The paper also warns against over-reading the result. The Mars-only relationship (r^3\omega^2=c) is not itself Kepler’s third law, because Kepler’s third law is a cross-planet statement about orbital period and mean distance. Still, it points in the right direction: if one considers (\bar{\omega}=2\pi/T), the expression suggests a relation between (\bar{r}^3) and (T^2), which could guide the search once data from more planets is included.
7. Strengths
- The historical case study is unusually readable. It gives the paper a clear scientific-discovery pipeline instead of only a machine-learning benchmark.
- The division between prediction and explanation is sharp. The authors do not pretend that a high-accuracy MLP is a scientific theory.
- Symbolic regression is used in a natural role: translating a fitted model into candidate laws.
- The paper is careful about the human scientist’s role. It treats AI-generated equations as hypotheses and search-space reducers, not as self-sufficient knowledge.
8. Limitations
- The experiment is more a demonstration than a full discovery engine. The search space is still strongly shaped by the authors’ chosen variables and base functions.
- The physical domain is clean and low-dimensional. Real AI-for-science settings may involve noisy, high-dimensional, partially observed systems where symbolic regression is much harder.

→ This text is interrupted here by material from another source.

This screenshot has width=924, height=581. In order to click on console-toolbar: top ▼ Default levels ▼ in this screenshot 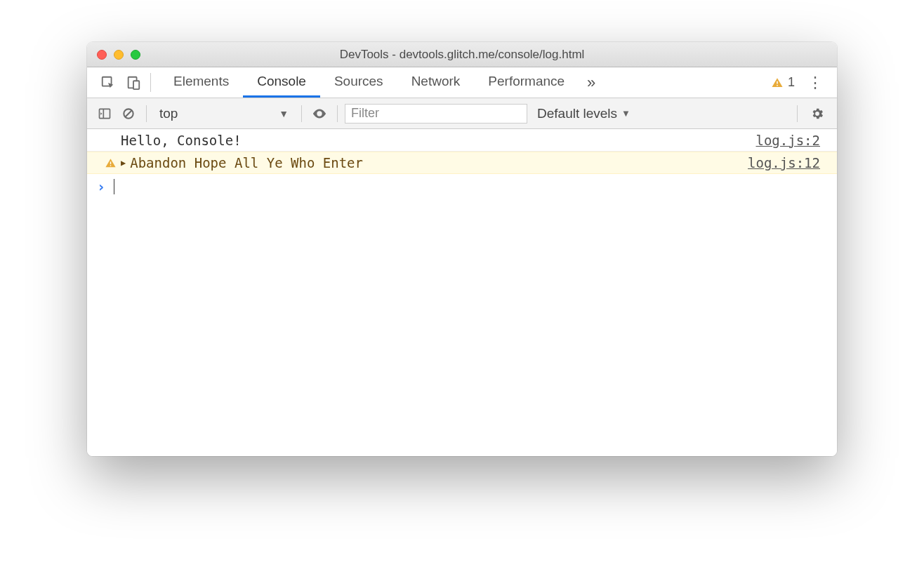, I will do `click(462, 114)`.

- The paper depends on human interpretation at key points, which is philosophically honest but also means the AI pipeline is not autonomous.
- The singularity discussion is provocative but less technically grounded than the Kepler/Newton experiments. The most durable contribution is the concrete XAI-for-science workflow.
Takeaways
This paper is valuable because it makes a precise distinction: prediction is not explanation, and explanation is not yet meaning. Black-box models can be powerful scientific instruments, especially for fitting sparse data and creating differentiable approximations. Symbolic regression can turn those instruments into candidate equations. But science still needs humans to judge scope, invent concepts, connect equations to mechanisms, and decide when an apparent rule is real knowledge rather than an overfit pattern.
For AI-for-science, that is a useful stance. The right goal is not to replace the scientist with an inscrutable oracle. It is to build systems that accelerate the observation-to-hypothesis step while keeping the resulting knowledge legible enough for humans to inspect, challenge, and extend.